This guy had it pretty darn close to the mark I reckon.

Swatting the Firefly
by Hank Parnell
Posted on Tuesday, January 21, 2003 16:43
TIMES READ: 6325


--------------------------------------------------------------------------------

Originally published in The Texas Mercury

The very week that Fox TV finally deigned to broadcast the pilot episode of its unique, ground-breaking sci-fi show Firefly, they also announced its cancellation.

You may recall that I predicted this. It gives me no pleasure to be right about these things. Further, while I consider mocking irony to be a force of nature as real and pervasive as gravity and the convection of heat, the way in which Firefly was mishandled by Fox seems a little too calculated to be anything but deliberate. Yes, I tend to be paranoid; but sometimes, you know, even paranoids have real enemies.

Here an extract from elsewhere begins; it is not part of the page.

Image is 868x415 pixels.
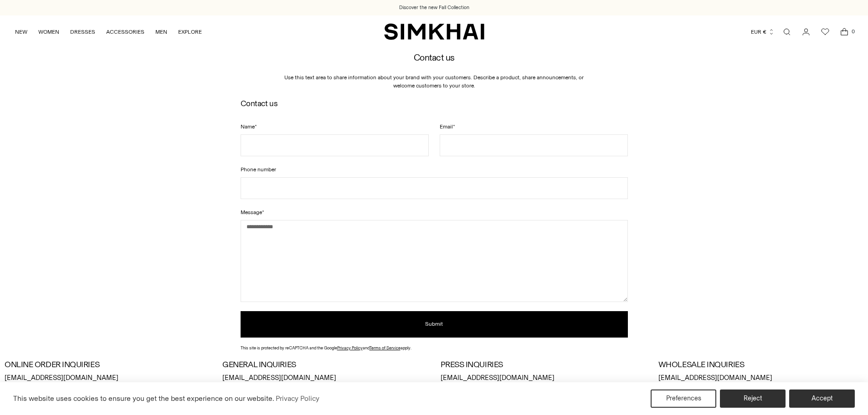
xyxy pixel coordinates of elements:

One thing became utterly clear while I was watching "Serenity," the pilot episode: there was absolutely nothing wrong with it. It had action, it had adventure; it had character and development. It was smart, funny, tough-minded, and 100 percent different. It set everything up perfectly. Unless the programming executives at Fox are retardate morons who need to be in an institution rather than making millions as the heads of a TV network, the decision not to air the two-hour pilot first and the rest of the series' episodes in sequence is too big a blunder to be a simple "mistake" or "accident."

They wanted to kill this show. I believe that, as surely as I do that the sun rises in the east. Had they really been behind the series, and wanted it to "go" somewhere, they would have first of all given it a decent time-slot, one in which it would have had a chance to find an audience—the nine-o'clock (Eastern) slot on Sunday nights, vacated by that overwrought piece of dreck The X-Files*, would have been perfect. It is—was—not an eight o'clock primetime "kiddie" show. It was a serious drama with a fantastic setting. And it was simply without question the best show of its type ever made for television.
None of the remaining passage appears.